Beyond Intent: Structural Reasons Brands Sound Fake Even When They’re Not
Performative versus purposeful has become the dominant way we talk about brand communication in Southeast Asia. It is a useful provocation, but it only tells part of the story.
Many communication failures don’t come from bad intent or cynical leadership. They emerge from misaligned systems, structural constraints, or uneven change. Brands can sound fake not because they are lying, but because their organisations aren’t set up to speak clearly.
This isn’t a defence of performative PR. It’s a clear-eyed look at why it happens, when it can still serve a function, and why moralising oversimplifies the challenge.
If you missed our first article in this series, Performative or Purposeful? Decoding Brand Communication in Southeast Asia, you can read it here: https://orchanpr.blogspot.com/2025/09/performative-or-purposeful-decoding.html
The False Binary
The performative–purposeful debate travels fast on LinkedIn. It signals values and sparks conversation. But in practice, it flattens reality.
Many brands operate in a grey zone shaped by regulation, legacy systems, investor pressure, and cultural complexity, as we’ve seen across Southeast Asia. Communication often runs ahead of operations; not because of deception, but because change is uneven.

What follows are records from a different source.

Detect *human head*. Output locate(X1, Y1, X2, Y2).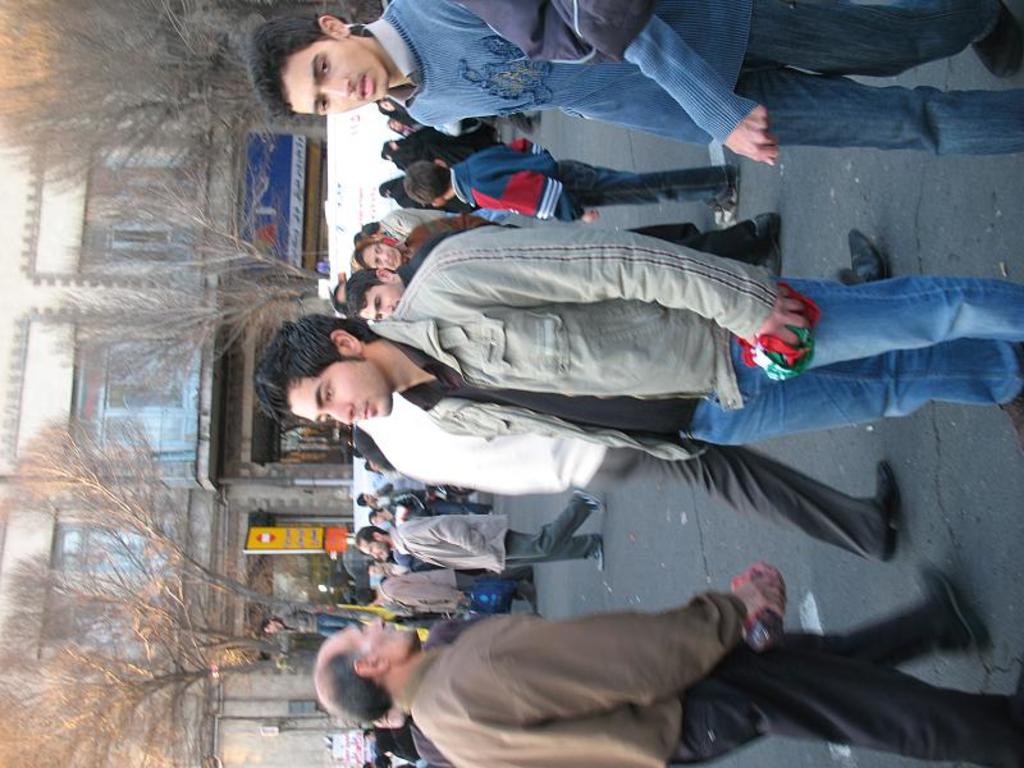
locate(330, 275, 347, 310).
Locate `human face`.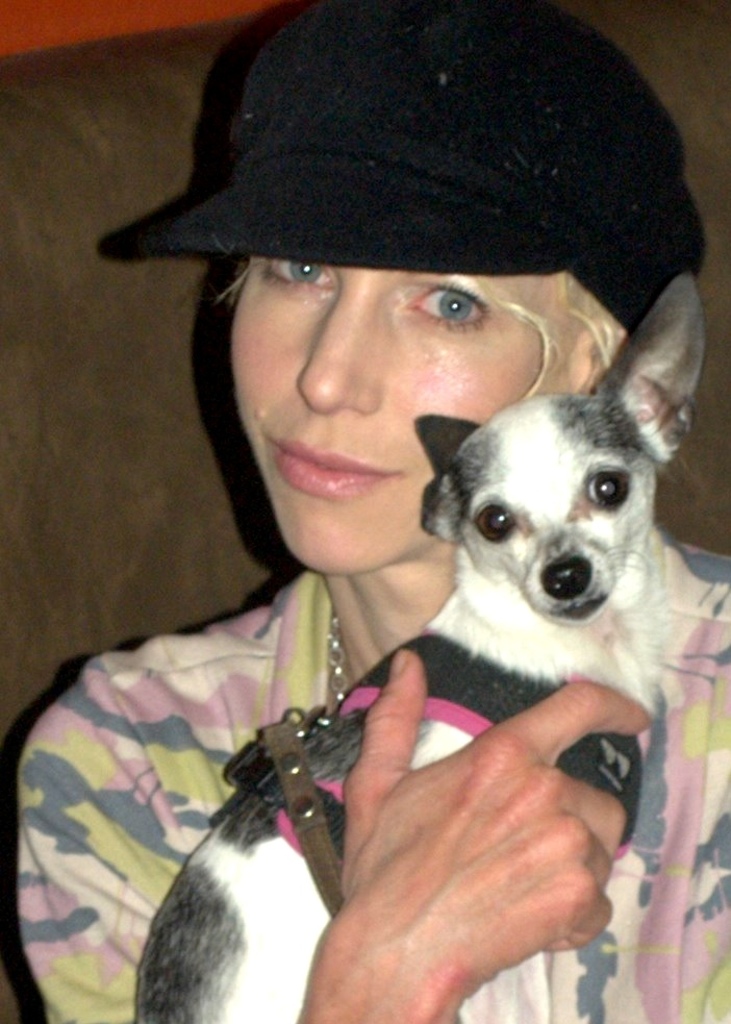
Bounding box: <region>225, 256, 587, 578</region>.
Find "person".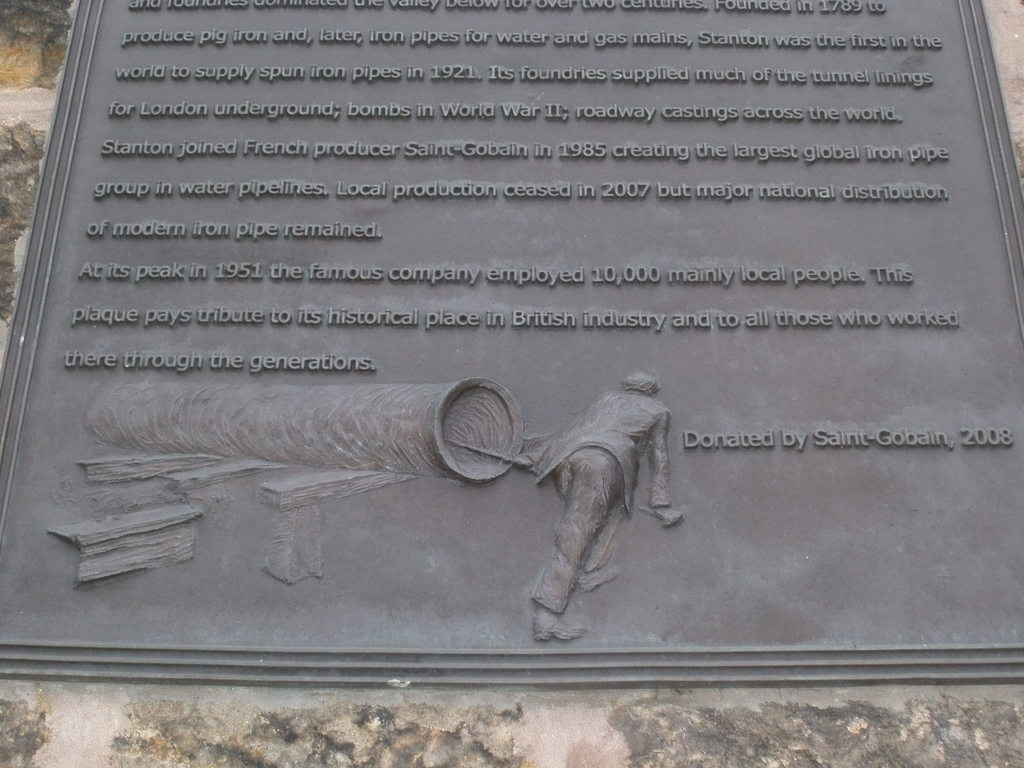
(473,337,692,671).
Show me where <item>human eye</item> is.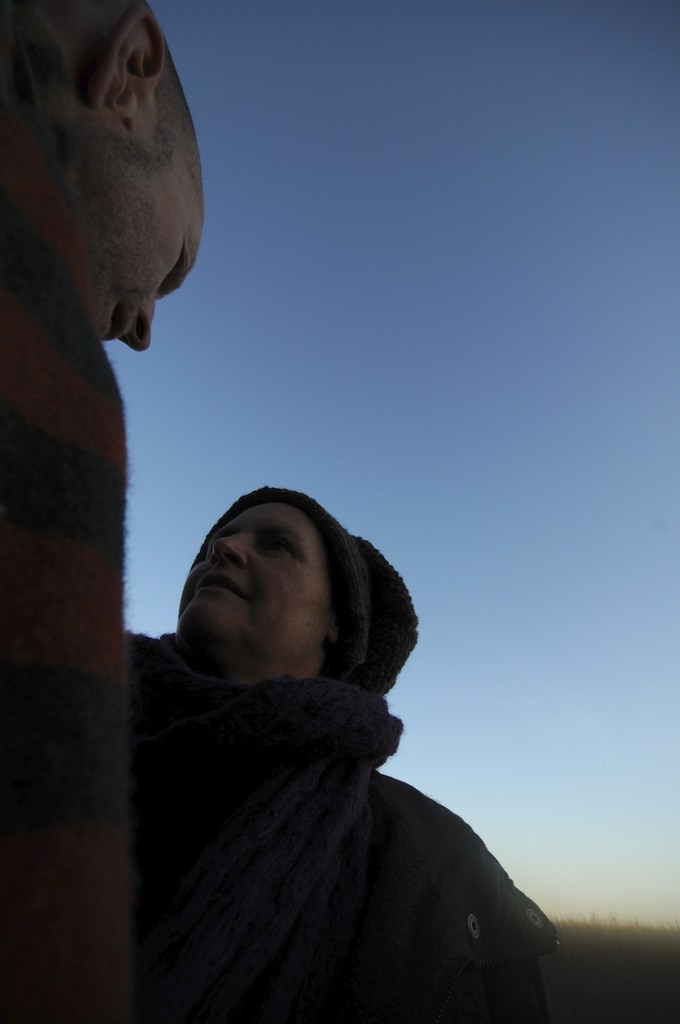
<item>human eye</item> is at detection(257, 536, 298, 561).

Calling this gap “performative” might feel accurate. But it’s rarely the full picture.
When Performative Communication Still Works
Performative communication can serve a strategic function, though it comes with risks if not followed by substance.
Early-stage transformation: Signals align stakeholders and manage expectations while operations catch up.

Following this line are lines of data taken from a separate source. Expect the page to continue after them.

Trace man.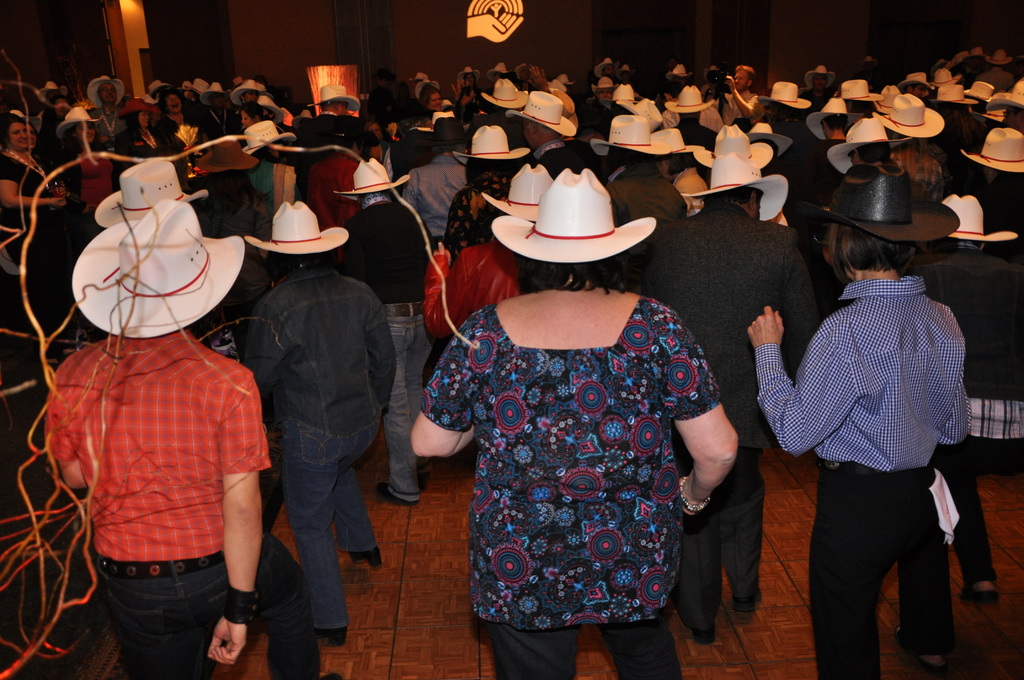
Traced to (895, 74, 936, 100).
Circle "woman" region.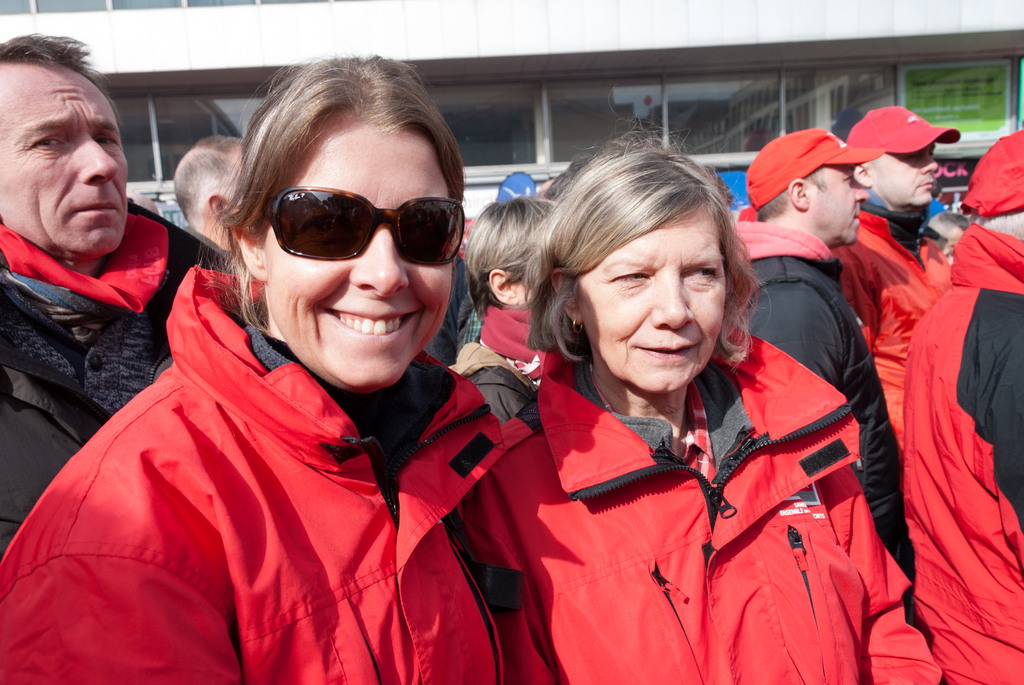
Region: <region>456, 132, 946, 684</region>.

Regulatory environments: Visibility buys time for operational changes to take effect.
Investor-facing narratives: Reassures markets during transitions that are underway but incomplete.

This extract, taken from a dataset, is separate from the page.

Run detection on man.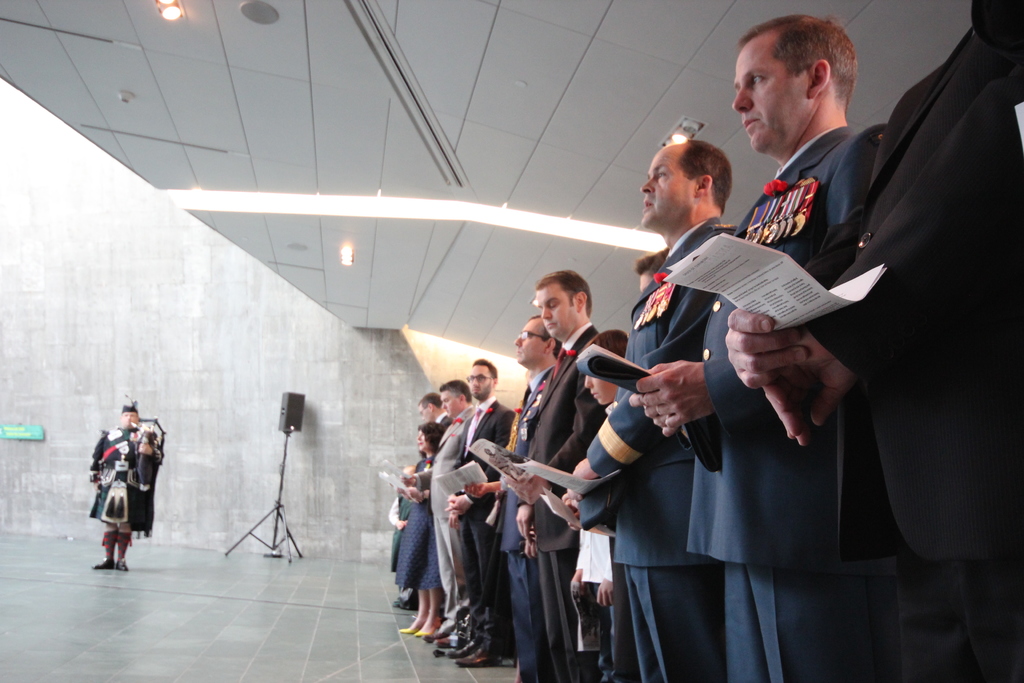
Result: {"left": 404, "top": 381, "right": 474, "bottom": 643}.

Here, performative acts are placeholders. The failure comes when they never evolve into real action.
When Backlash Doesn’t Always Hurt
Not all public criticism translates to commercial damage. For example, brands with strong switching friction or category dominance often weather viral moments without long-term impact.
Backlash should be monitored, but vulnerability needs context, not assumptions.
Virality signals attention, not consequence.
Unintentional Performativity Inside Organisations
Some “fake” communications are really system failures, not deliberate deception. The specifics vary by industry, market maturity, and region.
ESG initiatives managed by communications teams without operational authority
Regional teams constrained by global mandates
Legal filters that dilute language
KPIs rewarding announcements over delivery
Outside, it looks like hypocrisy. Inside, it’s a structural challenge. Recognising that difference matters.
Culture as Probability, Not Certainty
Culture isn’t a rulebook -- it’s a set of heuristics.
Sincerity, humility, or public façades shift probabilities rather than outcomes
Digital-native audiences remix norms constantly
Timing, messenger, and context shape interpretation
Treating culture deterministically creates false confidence. Seeing it probabilistically leads to better decisions.
Measuring Purpose Beyond Likes
Likes and shares are easy to see but weak signals.
Stronger measures include:
Employee advocacy trends over six months
Partner willingness to co-invest
Regulator posture across repeated cycles
Retention during operational stress
Purpose is shown in patterns, not isolated moments.
Why This Matters
Misdiagnosing performative PR as intent failure leads to the wrong fixes.
Intent-focused response: moral correction
Structure-focused response: organisational redesign
Brands that want to communicate with credibility in Southeast Asia must ask: Can we actually act on what we say? That’s what it means to orchestrate change i.e., aligning words, action, and impact to build durable trust.
Next in this series: We’ll move from diagnosis to design -- translating intent into systems, sequences, and proof. That’s where purposeful communication begins, and where Orchan Next comes into play.